Has no one noted how incredibly dangerous the windows are around here?

Episode 15 "Is he still there?" I ask the PFY, maintaining direct eye contact with him so that I can truthfully claim that I didn't see the Health and Safety guy hanging around the hallway to Mission Control like a bad smell.

There's a new push in the company to make the place safer and unfortunately the push concerned doesn't involve our Health and Safety Rep and a convenient window ledge.

And the thing that always, ALWAYS gets on my tits is they never employ a normal person to be a Health & Safety rep – it's always some power-hungry imaginative enthusiast who can think of 3 different ways a telephone directory can pose a threat to you – none of which is being repeatedly beaten over the head with it by someone wanting to teach you a lesson. Or having one fired at you by the ether-fuelled cannon that the PFY built into the second from top drawer of his massive filing cabinet. That's ether the highly flammable substance – not ether as in net.

Though an SNMP trigger does sound like a useful addition... I drop the PFY a quick email while I think of it...

The one good thing that the Health and Safety bloke has achieved – with a bit of manipulation – is to get soundproofing for the main office, so that the rest of the IT department isn't affected by the high noise levels from our office when we test dot-matrix printers, or while we're cleaning our 8" floppy drives while wearing our asbestos flares.

So Mission Control has effectively grown by about 2 metres of hallway, with the addition of some heavy soundproofed doors and what's now effectively an air-lock. The beauty of all this is that while the new soundproofing doors are access controlled, the doorbell button for our office is still just outside the original Mission Control doors. Now not even Smiley Lewis could hear him knocking.

In the end, of course, we're going to have to let him in, as he has one thing on his side that we cannot match – the infinite patience of the mentally deficient.

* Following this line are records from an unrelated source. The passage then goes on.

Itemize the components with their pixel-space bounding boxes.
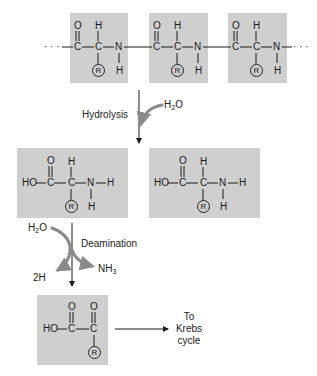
aa2-nitrogen: N — [219, 178, 226, 188]
unit2-carbonyl-carbon: C — [153, 42, 160, 52]
aa1-carboxyl-carbon: C — [47, 178, 54, 188]
keto-oxygen-1: O — [68, 302, 76, 312]
aa1-r-group: R — [65, 200, 78, 213]
deamination-label: Deamination — [81, 238, 137, 250]
aa1-oxygen: O — [47, 156, 55, 166]
aa2-h-top: H — [200, 157, 207, 167]
aa2-r-group: R — [197, 200, 210, 213]
unit1-h-bottom: H — [116, 66, 123, 76]
unit3-oxygen: O — [232, 21, 240, 31]
hydrolysis-label: Hydrolysis — [82, 109, 128, 121]
aa2-carboxyl-carbon: C — [179, 178, 186, 188]
aa2-hydroxyl: HO — [154, 178, 169, 188]
unit3-h-bottom: H — [274, 66, 281, 76]
keto-r-group: R — [88, 346, 101, 359]
unit1-alpha-carbon: C — [95, 42, 102, 52]
unit2-r-group: R — [171, 64, 184, 77]
keto-carbon-1: C — [68, 324, 75, 334]
aa1-h-top: H — [68, 157, 75, 167]
aa2-oxygen: O — [179, 156, 187, 166]
unit1-r-group: R — [92, 64, 105, 77]
aa1-nitrogen: N — [87, 178, 94, 188]
aa1-hydroxyl: HO — [22, 178, 37, 188]
aa1-h-bottom: H — [88, 202, 95, 212]
deamination-water: H2O — [28, 222, 47, 234]
keto-hydroxyl: HO — [43, 324, 58, 334]
unit2-h-top: H — [174, 21, 181, 31]
deamination-ammonia: NH3 — [98, 263, 116, 275]
chain-ellipsis-left: · · · — [44, 42, 60, 52]
unit3-carbonyl-carbon: C — [232, 42, 239, 52]
unit2-h-bottom: H — [195, 66, 202, 76]
aa2-alpha-carbon: C — [200, 178, 207, 188]
unit1-nitrogen: N — [115, 42, 122, 52]
chain-ellipsis-right: · · · — [293, 42, 309, 52]
krebs-destination-label: To Krebs cycle — [170, 311, 208, 347]
unit1-oxygen: O — [74, 21, 82, 31]
unit3-nitrogen: N — [273, 42, 280, 52]
unit2-nitrogen: N — [194, 42, 201, 52]
unit3-alpha-carbon: C — [253, 42, 260, 52]
aa1-alpha-carbon: C — [68, 178, 75, 188]
aa1-h-right: H — [107, 178, 114, 188]
unit2-oxygen: O — [153, 21, 161, 31]
aa2-h-right: H — [239, 178, 246, 188]
unit1-carbonyl-carbon: C — [74, 42, 81, 52]
deamination-2h: 2H — [33, 272, 46, 284]
hydrolysis-water: H2O — [164, 99, 183, 111]
unit3-h-top: H — [253, 21, 260, 31]
bonds-and-arrows — [0, 0, 317, 376]
keto-oxygen-2: O — [90, 302, 98, 312]
keto-carbon-2: C — [90, 324, 97, 334]
unit3-r-group: R — [250, 64, 263, 77]
aa2-h-bottom: H — [220, 202, 227, 212]
unit2-alpha-carbon: C — [174, 42, 181, 52]
unit1-h-top: H — [95, 21, 102, 31]
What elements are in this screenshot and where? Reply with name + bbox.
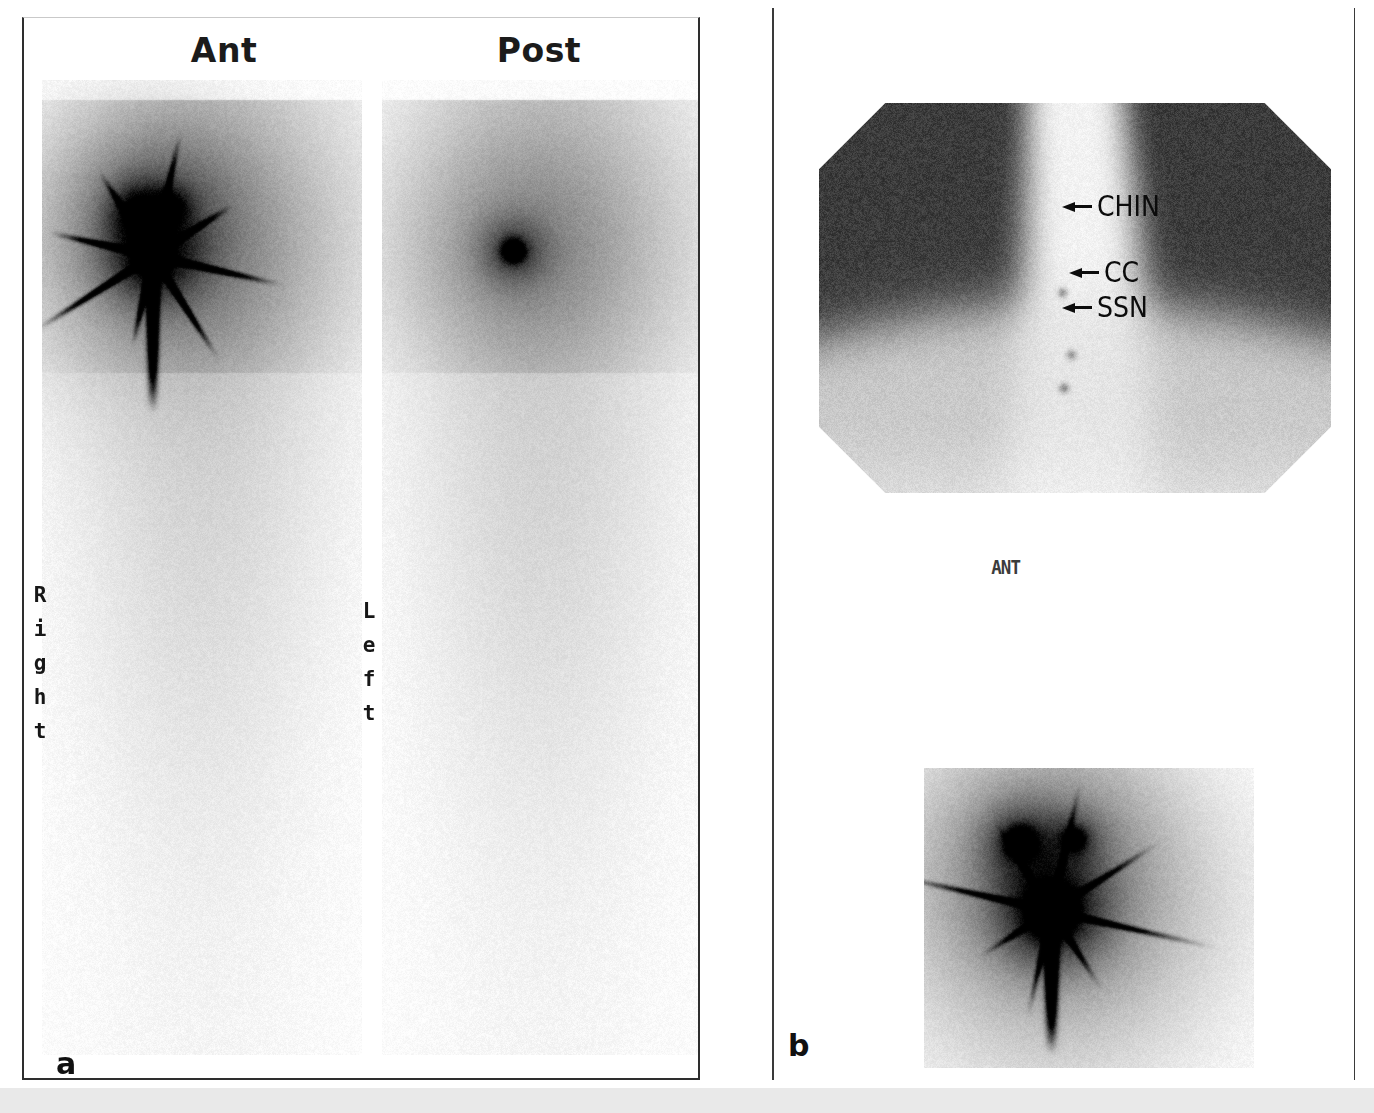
orientation-letter: t bbox=[357, 696, 381, 730]
arrow-left-icon bbox=[1062, 199, 1092, 215]
panel-letter-b: b bbox=[788, 1028, 809, 1063]
annotation-ssn-label: SSN bbox=[1097, 291, 1148, 324]
orientation-letter: e bbox=[357, 628, 381, 662]
panel-letter-a: a bbox=[56, 1046, 76, 1080]
orientation-letter: i bbox=[28, 612, 52, 646]
annotation-ssn: SSN bbox=[1062, 291, 1154, 324]
bottom-band bbox=[0, 1088, 1374, 1113]
orientation-letter: g bbox=[28, 646, 52, 680]
scan-image-posterior bbox=[382, 80, 700, 1055]
annotation-cc: CC bbox=[1069, 256, 1143, 289]
figure-root: Ant Post Right Left a CHIN CC SSN ANT b bbox=[0, 0, 1374, 1113]
orientation-marker-right: Right bbox=[28, 578, 52, 748]
view-label-anterior-b: ANT bbox=[991, 556, 1020, 578]
annotation-cc-label: CC bbox=[1104, 256, 1139, 289]
orientation-marker-left: Left bbox=[357, 594, 381, 730]
annotation-chin: CHIN bbox=[1062, 190, 1167, 223]
view-title-posterior: Post bbox=[444, 31, 634, 70]
view-title-anterior: Ant bbox=[134, 31, 314, 70]
orientation-letter: L bbox=[357, 594, 381, 628]
orientation-letter: f bbox=[357, 662, 381, 696]
scan-image-lymphoscintigram bbox=[924, 768, 1254, 1068]
arrow-left-icon bbox=[1062, 300, 1092, 316]
panel-b: CHIN CC SSN ANT b bbox=[774, 8, 1354, 1080]
arrow-left-icon bbox=[1069, 265, 1099, 281]
orientation-letter: h bbox=[28, 680, 52, 714]
orientation-letter: R bbox=[28, 578, 52, 612]
orientation-letter: t bbox=[28, 714, 52, 748]
scan-image-anterior bbox=[42, 80, 362, 1055]
panel-a: Ant Post Right Left a bbox=[22, 17, 700, 1080]
annotation-chin-label: CHIN bbox=[1097, 190, 1160, 223]
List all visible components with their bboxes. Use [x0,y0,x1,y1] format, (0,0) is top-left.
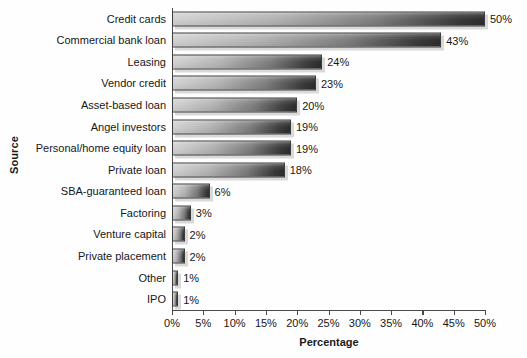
bar: 6% [172,184,210,199]
bar-fill [172,119,291,134]
bar-row: Asset-based loan20% [172,94,485,116]
x-axis-tick-label: 25% [317,317,339,329]
category-label: Vendor credit [101,77,166,89]
category-label: Angel investors [91,121,166,133]
bar-fill [172,98,297,113]
bar: 1% [172,270,178,285]
bar-value-label: 18% [290,164,312,176]
x-axis-tick [422,310,423,315]
bar-row: Factoring3% [172,202,485,224]
category-label: Leasing [127,56,166,68]
bar-value-label: 43% [446,34,468,46]
bar-fill [172,54,322,69]
bar: 24% [172,54,322,69]
category-label: IPO [147,293,166,305]
bar-row: Credit cards50% [172,8,485,30]
category-label: Personal/home equity loan [36,142,166,154]
x-axis-tick-label: 15% [255,317,277,329]
category-label: Commercial bank loan [57,34,166,46]
x-axis-tick-label: 45% [443,317,465,329]
bar: 3% [172,205,191,220]
bar-value-label: 1% [183,272,199,284]
bar: 18% [172,162,285,177]
bar: 23% [172,76,316,91]
category-label: Other [138,272,166,284]
bar-value-label: 6% [215,185,231,197]
bar-fill [172,270,178,285]
bar: 2% [172,227,185,242]
bar-fill [172,292,178,307]
x-axis-tick [297,310,298,315]
bar-fill [172,33,441,48]
x-axis-tick-label: 35% [380,317,402,329]
x-axis-tick [172,310,173,315]
bar-row: Commercial bank loan43% [172,30,485,52]
x-axis-tick [266,310,267,315]
x-axis-tick-label: 30% [349,317,371,329]
bar-value-label: 19% [296,142,318,154]
bar-row: Venture capital2% [172,224,485,246]
x-axis-tick [235,310,236,315]
bar-chart: Source Credit cards50%Commercial bank lo… [0,0,527,358]
y-axis-title: Source [2,0,26,310]
x-axis-tick [485,310,486,315]
bar: 1% [172,292,178,307]
category-label: SBA-guaranteed loan [61,185,166,197]
x-axis-tick-label: 0% [164,317,180,329]
bar-value-label: 1% [183,293,199,305]
bar-value-label: 20% [302,99,324,111]
bar-row: IPO1% [172,288,485,310]
x-axis-tick [360,310,361,315]
bar: 19% [172,141,291,156]
x-axis-tick-label: 40% [411,317,433,329]
bar-value-label: 23% [321,77,343,89]
bar-value-label: 3% [196,207,212,219]
bar: 19% [172,119,291,134]
bar-value-label: 2% [190,228,206,240]
bar-row: SBA-guaranteed loan6% [172,181,485,203]
bar-value-label: 2% [190,250,206,262]
bar-value-label: 50% [490,13,512,25]
bar-fill [172,249,185,264]
bar-fill [172,11,485,26]
bar: 43% [172,33,441,48]
bar-value-label: 24% [327,56,349,68]
x-axis-tick [454,310,455,315]
bar-value-label: 19% [296,121,318,133]
bar-fill [172,227,185,242]
bar-row: Vendor credit23% [172,73,485,95]
x-axis-title: Percentage [172,336,486,348]
bar-row: Leasing24% [172,51,485,73]
x-axis-tick-label: 10% [224,317,246,329]
category-label: Venture capital [93,228,166,240]
bar-row: Angel investors19% [172,116,485,138]
x-axis-tick-label: 5% [195,317,211,329]
x-axis-tick-label: 20% [286,317,308,329]
bar: 50% [172,11,485,26]
category-label: Asset-based loan [81,99,166,111]
bar-fill [172,141,291,156]
bar-fill [172,162,285,177]
category-label: Private loan [108,164,166,176]
bar-fill [172,76,316,91]
bar-row: Personal/home equity loan19% [172,137,485,159]
bar-row: Other1% [172,267,485,289]
bar: 20% [172,98,297,113]
bar: 2% [172,249,185,264]
category-label: Private placement [78,250,166,262]
bar-row: Private loan18% [172,159,485,181]
bar-row: Private placement2% [172,245,485,267]
x-axis-tick-label: 50% [474,317,496,329]
bar-fill [172,184,210,199]
category-label: Credit cards [107,13,166,25]
x-axis-tick [203,310,204,315]
bar-fill [172,205,191,220]
x-axis-tick [329,310,330,315]
y-axis-title-text: Source [8,136,20,174]
x-axis-tick [391,310,392,315]
plot-area: Credit cards50%Commercial bank loan43%Le… [172,8,485,310]
category-label: Factoring [120,207,166,219]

I cut to the chase and "notice" him, then press the door-release button twice to let him through the two sets of doors.

"Well that's a hazard!" he says, noting something down on his clipboard before gesturing back at the doors.

There is something about a person who wears a fluorescent vest in an office workplace that makes me want to reach for a hammer, some bleach and a large roll of plastic.

"What is?" the PFY asks, encouraging him.

"That. There's no emergency break-glass between the two sets of doors to force them open in the event of a fire."

"That's because in the event of a fire, all the doors in the building open automatically," I lie – because I know for a fact that 2 sets of doors don't.

"But what if the fire system doesn't work?"

"Then you won't know there's a fire and will die of smoke inhalation before you get to the doors," the PFY says.

"But what if the alarms work, but the automatic door-opening doesn't?"

"Then you press the door-release button, which will open the door."

"But what if the fire has burnt the cabling, so that the door-release won't work?"

"Then it's probably burnt the power cable energising the mag clamp – so the door will open."